What should a product launch email sequence include?+
A complete launch email sequence has five emails over seven days. Email 1 (launch day): Announce the product with a clear description, the primary benefit, social proof if available, and a purchase or signup link with a launch-day incentive. Email 2 (day 2): Share the story behind the product -- why you built it, the problem it solves, the journey to creating it. Personal narrative builds connection. Email 3 (day 3): Feature a case study or testimonial from a beta tester showing specific results. If you do not have testimonials yet, share a detailed use case walkthrough. Email 4 (day 5): Address the top three objections potential buyers have. Be honest and direct about limitations alongside strengths. Email 5 (day 7): Deadline reminder -- the launch discount expires, the bonus goes away, or the limited edition sells out. This email typically drives 30 to 40 percent of total launch email revenue.
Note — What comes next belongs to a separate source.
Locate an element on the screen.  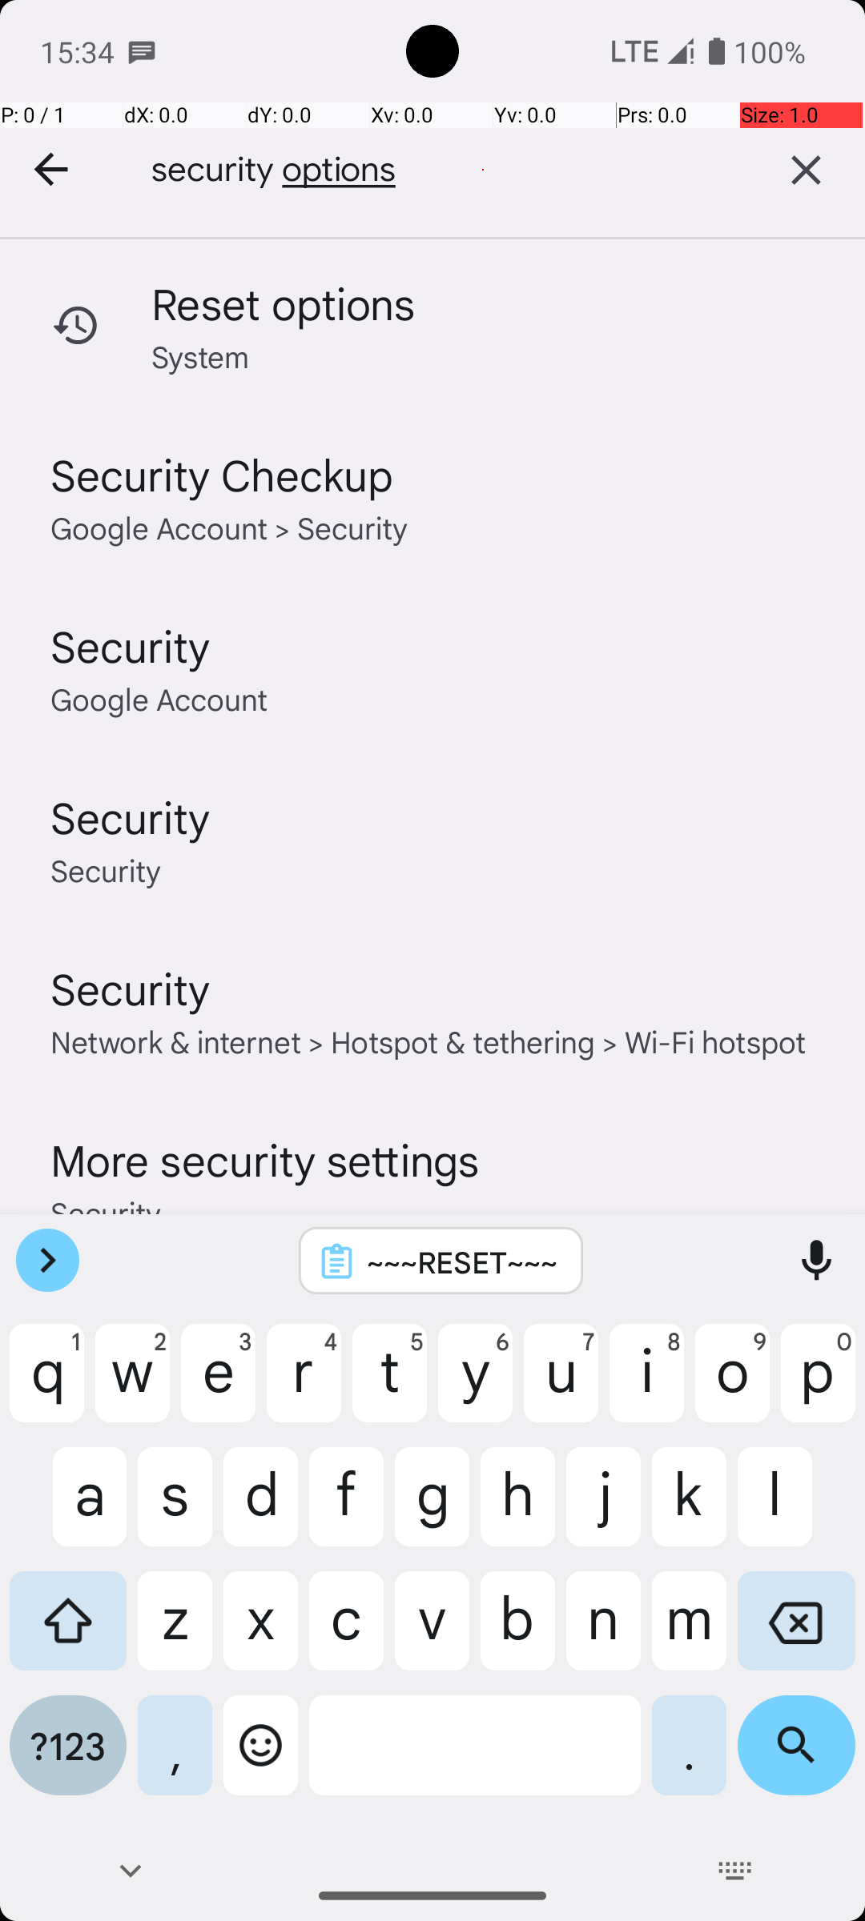
Clear text is located at coordinates (805, 170).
How do you get press coverage for a product launch?+
Press coverage for product launches requires a targeted approach, not a mass blast to 500 journalists. Build a list of 20 to 30 journalists and bloggers who cover your specific niche -- read their recent articles to confirm relevance. Send personalized pitches that lead with why their specific audience would care about your product, not why your product is great. Include a one-paragraph product description, one key data point or angle that makes it newsworthy (market trend, user count, unique technology), and an offer for early access or an exclusive. Time your outreach 7 to 14 days before launch. Offer embargo dates to key publications so they can prepare articles that go live on your launch day. Product Hunt is a high-impact channel for tech products -- getting a top-3 finish on launch day drives significant traffic and credibility. For non-tech products, target industry blogs and niche media rather than mainstream press.